The Rachel Papers is Martin Amis' first novel, published in 1973 by Jonathan Cape.

The Rachel Papers tells the story of Charles Highway, a bright, egotistical teenager (a portrait Amis acknowledges as autobiographical) and his relationship with his girlfriend in the year before going to university. Narrated by Charles on the eve of his twentieth birthday, the novel recounts Charles' last year of adolescence and his first love, Rachel Noyes, whom he meets in London while studying for his entrance exams into Oxford. Charles meets Rachel at a party and vows to win her over with his wit and wisdom.

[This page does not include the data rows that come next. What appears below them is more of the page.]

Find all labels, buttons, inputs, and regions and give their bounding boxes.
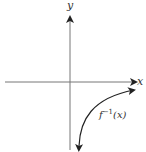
y-axis-label: y: [67, 0, 73, 11]
curve-label: f−1(x): [99, 110, 126, 120]
curve-label-superscript: −1: [103, 108, 113, 116]
function-graph: [0, 0, 146, 152]
curve-label-arg: (x): [113, 109, 126, 120]
x-axis-label: x: [137, 76, 143, 87]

Unfortunately, she is seeing an American visiting student named DeForest, and Charles must employ a variety of meticulously calculated schemes to steal her away.

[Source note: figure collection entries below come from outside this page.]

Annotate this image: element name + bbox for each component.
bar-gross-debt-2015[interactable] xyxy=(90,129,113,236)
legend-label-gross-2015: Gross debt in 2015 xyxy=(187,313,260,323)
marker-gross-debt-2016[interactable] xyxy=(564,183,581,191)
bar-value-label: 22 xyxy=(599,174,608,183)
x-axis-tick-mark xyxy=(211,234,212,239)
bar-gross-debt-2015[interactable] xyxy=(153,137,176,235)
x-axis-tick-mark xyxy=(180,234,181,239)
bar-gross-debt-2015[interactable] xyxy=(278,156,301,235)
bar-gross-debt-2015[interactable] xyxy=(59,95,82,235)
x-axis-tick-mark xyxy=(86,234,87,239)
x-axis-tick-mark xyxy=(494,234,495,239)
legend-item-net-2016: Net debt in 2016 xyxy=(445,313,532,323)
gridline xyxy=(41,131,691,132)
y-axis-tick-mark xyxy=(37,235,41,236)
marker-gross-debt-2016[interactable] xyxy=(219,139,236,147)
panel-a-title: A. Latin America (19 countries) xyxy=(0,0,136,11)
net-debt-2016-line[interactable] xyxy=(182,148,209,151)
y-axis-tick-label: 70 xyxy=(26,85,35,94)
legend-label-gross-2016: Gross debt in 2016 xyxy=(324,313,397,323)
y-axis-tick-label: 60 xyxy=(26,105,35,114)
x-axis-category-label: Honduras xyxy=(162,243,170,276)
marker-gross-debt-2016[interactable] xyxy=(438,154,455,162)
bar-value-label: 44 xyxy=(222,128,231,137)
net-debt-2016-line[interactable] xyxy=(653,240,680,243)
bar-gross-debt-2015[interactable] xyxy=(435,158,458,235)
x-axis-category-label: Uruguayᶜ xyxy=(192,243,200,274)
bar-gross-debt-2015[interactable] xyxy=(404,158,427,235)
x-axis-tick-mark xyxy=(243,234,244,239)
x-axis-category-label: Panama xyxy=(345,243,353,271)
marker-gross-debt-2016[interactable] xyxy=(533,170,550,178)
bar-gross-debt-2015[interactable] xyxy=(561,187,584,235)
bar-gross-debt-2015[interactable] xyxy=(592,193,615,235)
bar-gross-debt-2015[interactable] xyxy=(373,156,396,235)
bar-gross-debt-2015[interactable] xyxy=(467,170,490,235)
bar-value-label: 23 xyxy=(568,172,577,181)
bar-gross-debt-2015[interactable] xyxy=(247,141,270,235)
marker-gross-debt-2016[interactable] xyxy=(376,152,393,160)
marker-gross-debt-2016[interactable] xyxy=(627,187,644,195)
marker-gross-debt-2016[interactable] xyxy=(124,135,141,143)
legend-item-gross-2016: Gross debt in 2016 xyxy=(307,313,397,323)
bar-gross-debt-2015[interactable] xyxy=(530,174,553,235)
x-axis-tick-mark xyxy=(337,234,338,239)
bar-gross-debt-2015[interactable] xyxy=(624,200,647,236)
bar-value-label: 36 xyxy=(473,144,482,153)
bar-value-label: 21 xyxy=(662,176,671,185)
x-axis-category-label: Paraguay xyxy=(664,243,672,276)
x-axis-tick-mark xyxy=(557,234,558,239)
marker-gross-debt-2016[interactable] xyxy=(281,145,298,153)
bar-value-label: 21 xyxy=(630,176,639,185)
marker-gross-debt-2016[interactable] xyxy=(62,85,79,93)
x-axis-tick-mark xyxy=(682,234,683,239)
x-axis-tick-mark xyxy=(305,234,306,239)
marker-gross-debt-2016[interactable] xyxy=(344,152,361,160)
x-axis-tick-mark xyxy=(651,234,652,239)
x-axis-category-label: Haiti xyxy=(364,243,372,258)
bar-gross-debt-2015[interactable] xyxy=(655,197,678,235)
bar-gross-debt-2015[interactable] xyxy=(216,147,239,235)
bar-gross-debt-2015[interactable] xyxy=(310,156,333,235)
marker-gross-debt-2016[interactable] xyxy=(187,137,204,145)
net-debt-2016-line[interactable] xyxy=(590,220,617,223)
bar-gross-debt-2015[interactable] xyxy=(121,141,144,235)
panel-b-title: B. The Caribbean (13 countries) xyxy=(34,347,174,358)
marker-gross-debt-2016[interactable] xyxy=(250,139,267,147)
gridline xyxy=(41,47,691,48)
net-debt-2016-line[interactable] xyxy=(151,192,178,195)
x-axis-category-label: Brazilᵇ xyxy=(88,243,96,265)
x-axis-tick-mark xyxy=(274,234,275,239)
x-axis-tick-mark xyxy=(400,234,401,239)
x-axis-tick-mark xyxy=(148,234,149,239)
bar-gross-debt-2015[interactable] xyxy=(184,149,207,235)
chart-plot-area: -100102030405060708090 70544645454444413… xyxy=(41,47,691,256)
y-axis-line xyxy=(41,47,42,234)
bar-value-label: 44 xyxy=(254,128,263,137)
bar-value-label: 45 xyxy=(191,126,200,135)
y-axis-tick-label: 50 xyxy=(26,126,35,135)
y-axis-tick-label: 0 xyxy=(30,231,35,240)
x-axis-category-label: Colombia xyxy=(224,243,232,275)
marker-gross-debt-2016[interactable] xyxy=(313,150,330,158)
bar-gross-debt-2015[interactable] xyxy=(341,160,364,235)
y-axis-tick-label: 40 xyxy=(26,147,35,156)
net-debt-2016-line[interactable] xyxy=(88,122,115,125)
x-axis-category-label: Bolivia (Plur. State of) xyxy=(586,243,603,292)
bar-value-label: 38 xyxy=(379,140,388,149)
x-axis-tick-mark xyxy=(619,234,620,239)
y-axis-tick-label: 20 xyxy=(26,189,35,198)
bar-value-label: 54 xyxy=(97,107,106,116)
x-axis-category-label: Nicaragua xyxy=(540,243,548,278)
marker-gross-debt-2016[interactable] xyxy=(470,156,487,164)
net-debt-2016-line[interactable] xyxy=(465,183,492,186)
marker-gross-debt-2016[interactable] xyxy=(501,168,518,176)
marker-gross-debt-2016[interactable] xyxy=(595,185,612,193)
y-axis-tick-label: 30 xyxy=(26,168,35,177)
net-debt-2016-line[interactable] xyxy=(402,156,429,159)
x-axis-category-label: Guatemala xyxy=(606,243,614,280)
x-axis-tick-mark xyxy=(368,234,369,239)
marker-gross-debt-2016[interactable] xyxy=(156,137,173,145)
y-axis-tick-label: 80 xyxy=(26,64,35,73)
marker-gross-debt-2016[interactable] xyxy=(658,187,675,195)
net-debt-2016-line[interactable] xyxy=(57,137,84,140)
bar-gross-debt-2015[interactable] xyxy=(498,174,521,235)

The title is an allusion to one subset of notes that Charles works on diligently throughout the novel – detailed instructions on everything from how to convince his Oxford don of his brilliance, to how to pick up and seduce girls. Instead of studying for his exams, Charles pours most of his time into these narcissistic chronicles, and after he meets Rachel, "The Rachel Papers" become the primary outlet for his neurotic brilliance. Gradually, however, these notes evolve beyond a set of conniving machinations geared toward getting Rachel into bed with him, and into a sincere story of their brief but passionate romance.

As the title indicates, writing is one of the main themes of the novel, but Amis's protagonist is a parody of the novelist writing about the writing process itself. Charles Highway is obsessed with literature and literariness, as evidenced by the fact that he continually peppers his narrative with references to great poets and novelists, most notably William Blake. He is equally obsessed with adding a literary flair to his life, not just by hyperbolically comparing himself to figures like Blake and Keats, but by working the people and events of his life into his elaborate system of notes, essays, and diaries, among which "The Rachel Papers" become central. He is so thoroughly engrossed in and delighted by this artificially constructed world that he is incapable of having genuine human relationships – besides Rachel, the only other person he is close to, his one friend Geoffrey, is constantly high on a cocktail of drugs and alcohol.

While his intense self-awareness at times allows Charles to be cannily poignant and honest about sensitive subjects (his troubled relationship with his philandering father, his sister's dysfunctional marriage, the awkwardness of adolescent romance), his precociousness and narcissism also blinds him to a great deal of his own faults and shortcomings.